Phosphorus inputs from sediment deposition increased soil P mineralization in these TFFW and oligohaline marshes. Noe et al. (2013) identified a significant correlation between spatiotemporal variation in soil P mineralization turnover rate (day−1) and soil conductivity at the same sites. However, spatial pattern in contemporary P deposition rate is more strongly correlated with P mineralization rate (g-P m−2 year−1, r s  = 0.529) and P turnover rate (r s  = 0.248, P = 0.254) than is soil conductivity with P mineralization rate (r s  = −0.044, P = 0.840) or P turnover rate (r s  = 0.243, P = 0.265) at the subset of plots where both deposition and mineralization were measured. In summary, greater inputs of P from sediment deposition, and not greater salinity, is the best explanation for enhanced soil P mineralization rates in oligohaline marshes along the Savannah and Waccamaw rivers.

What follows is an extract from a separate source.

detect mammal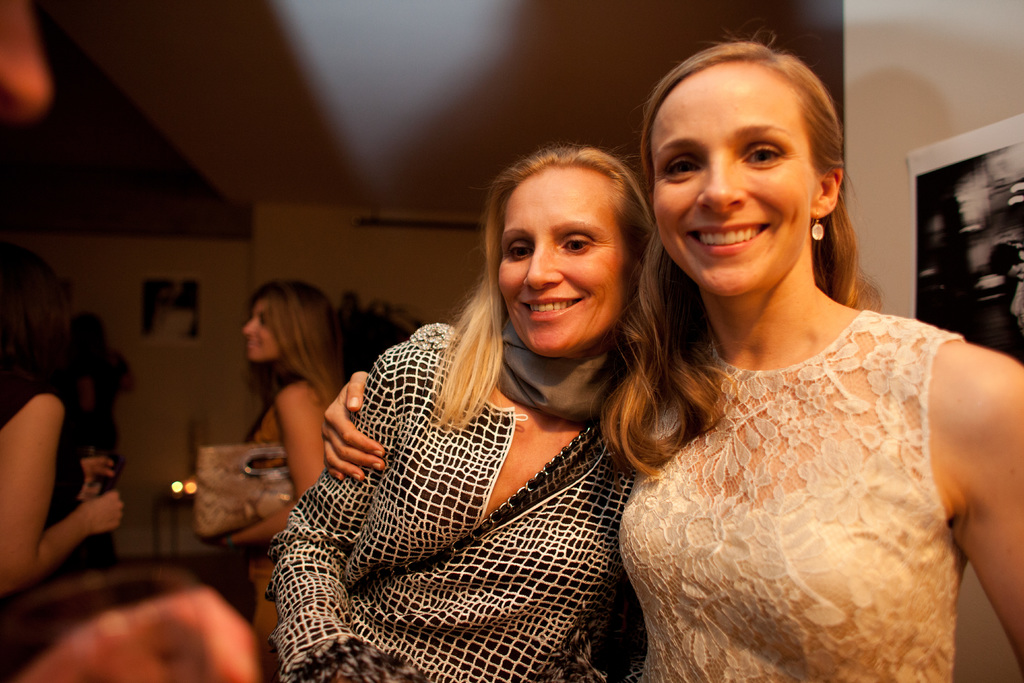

Enhanced input of nutrients to wetlands has been shown to stimulate internal wetland biogeochemical cycling (Hopkinson 1992; Wolf et al. 2013). The relationship between sediment deposition and soil mineralization of P, but lack of a relationship for N, suggests that P mineralization is limited by the rate of P inputs to the TFFW and oligohaline marsh ecosystems. The linkage of P deposition and mineralization suggests that the deposited particles have labile forms of P. The lability of deposited sediment P could be due to either direct microbial mineralization of organic P, desorption of P associated with reducing conditions, or addition of salt to soils (Noe et al. 2013). In contrast, N mineralization is decoupled from N inputs. Instead, N mineralization along tidal rivers is influenced by the production of large quantities of labile litter from dying trees as salinification converts TFFW into oligohaline marsh (Noe et al. 2013). The linkage between P inputs from coastally derived sediments and internal ecosystem biogeochemical processes in TFFW and oligohaline marsh is similar to some mangrove ecosystems where inputs of P from marine sediment regulate ecosystem productivity (Castañeda-Moya et al. 2010).

Conclusions

The changing chemical signature of deposited sediment firmly links longitudinal changes in sediment trapping by wetlands along tidal rivers and estuaries to a changing source from watershed to coastal sediment. This change in sediment source is associated with sediment availability and explains the sedimentation minimum that is often observed in TFFW compared to oligohaline marshes. The minimal sediment trapping and accretion in TFFW (Craft 2012; this study) suggest that they are most sensitive to current and future sea level rise impacts, whereas the resiliency of oligohaline marshes would be greater due to enhanced sediment availability from coastal sources (Kirwan et al. 2010). However, longitudinal patterns of sedimentation can change depending on the time frame of measurement (Hupp et al. 2015), with opposing longitudinal sedimentation patterns from contemporary deposition vs. long-term accumulation measurements. These findings have important implications for the linkages among watershed sediment loading, wetland resilience to sea level rise, and estuarine nutrient budgets.